Baby Loves Apps: Why I Love Mobile Gaming With My Toddler

Family Games GeekMom

Interested in hearing more about gaming with kids? Going to be at PAX East this weekend? Some of the writers from GeekMom and GeekDad are speaking at PAX East on Friday, March 10, at 6:30 p.m. in the Condor Theatre about raising the next generation of geeks. We’ll talk about gaming with kids, our favorite games, and we’ll have a Q&A. Full details are here. Can’t make it? No problem! GeekMom will be (internet permitting) Facebooking live.

It’s snack time on a Sunday and my whole family is screaming at my iPhone. “It’s not enough! We have to be louder,” I holler.

My husband and I strain our voices. My three-year-old son starts banging on a tambourine. The dog leaves the room. We’re playing Blackbox,* a game released a year ago by developer Ryan McLeod, and we are trying to do something, anything, to solve the next puzzle.

Maybe it’s the tambourine—I don’t know—but the little box on my phone that we’ve all been staring at finally turns a solid blue, and our screaming turns to cheers. For a minute. Then we’re on to the next challenge.

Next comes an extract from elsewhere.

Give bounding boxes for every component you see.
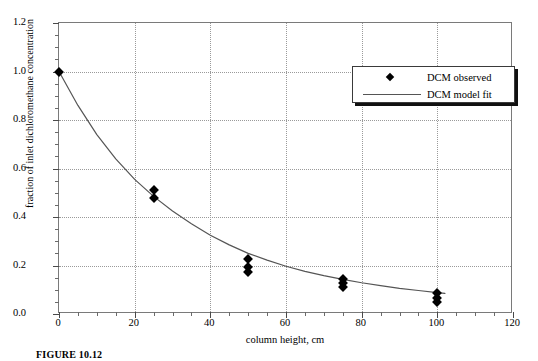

Here’s the deal with Blackbox. You have to solve puzzles, but you can’t touch the screen to do it. Your phone is the puzzle. You tilt it, turn up the volume, take a selfie, whatever it takes. Your goal is to turn on “lights,”  little boxes that turn a solid color when you solve the puzzle.  It is the single most frustrating game I’ve played on my phone recently, and my family loves it.

This is a light.

Family gaming in our house tends to revolve around my phone because my son is three and we’re still trying to limit his screen time. The American Academy of Pediatrics, as of last year, recommends no more than an hour of screen time for kids 2-5.

Let me be clear: I don’t exactly agree with that limit. For one thing, their screentime recommendations seem to get more stringent as the number of screens in our lives increase, becoming harder and harder to avoid, both in and outside the home. For another, the screen time recommendations seem based on dated assumptions about what a screen is. Most of the guidelines I read seemed to concern television programming rather than games or apps of any kind.

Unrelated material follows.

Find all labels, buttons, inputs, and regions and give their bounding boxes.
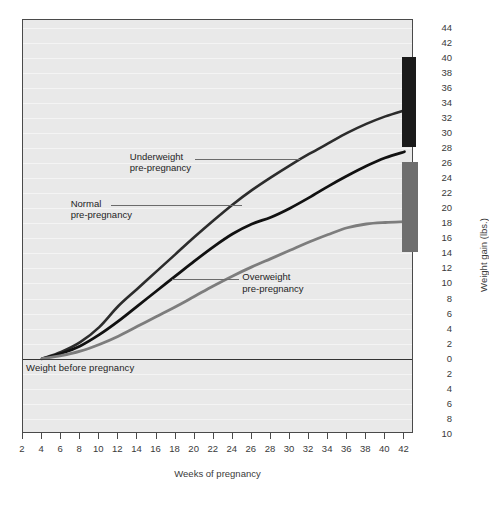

That aside, I do think it’s necessary to cap my child’s screen time and let him explore the real world, but I don’t think I should be barring gaming from his life altogether. Technology is a fact of life, and he’s going to have to learn to navigate it sooner rather than later.

That doesn’t mean he should be learning on his own, as my generation did. That’s why mobile games and casual games are perfect for us; if a game is being played on my phone, he’s playing it with me, not on his own.

Also, gaming on my phone gets us out in the world while we’re playing—he helps me find Pokémon at the store, and we’ve taken up geo-caching as a family. The puzzle games we play focus more on cooperative problem-solving and less on the game itself.

Blackbox is especially good for that. The nature of the challenges means that we’re not focusing on the screen itself but on ways of cooperating to solve the puzzle. The graphics are good for a little kid too: they are striking, colorful, and mostly without text, so my son doesn’t need to be able to read to know what’s going on.

I mean, as much as any of us know what’s going on. The puzzles are frustrating.

This is one of the puzzles in Blackbox. Yeah. I had no idea how to solve it either.

*Blackbox is a free download from the iTunes store, but the game will still try to get you to spend money so that McLeod can buy himself a burrito. (Not kidding. He apparently loves burritos.)  You can buy hints to the puzzles you have, and you can buy access to more puzzles. Both are tempting because sometimes you really feel like you need a hint, and also, you will eventually run out of puzzles. Sadly for McLeod and his burrito habit, this house is pretty stingy. Once we get to the last puzzle, we’ll probably just move on to the next mobile game.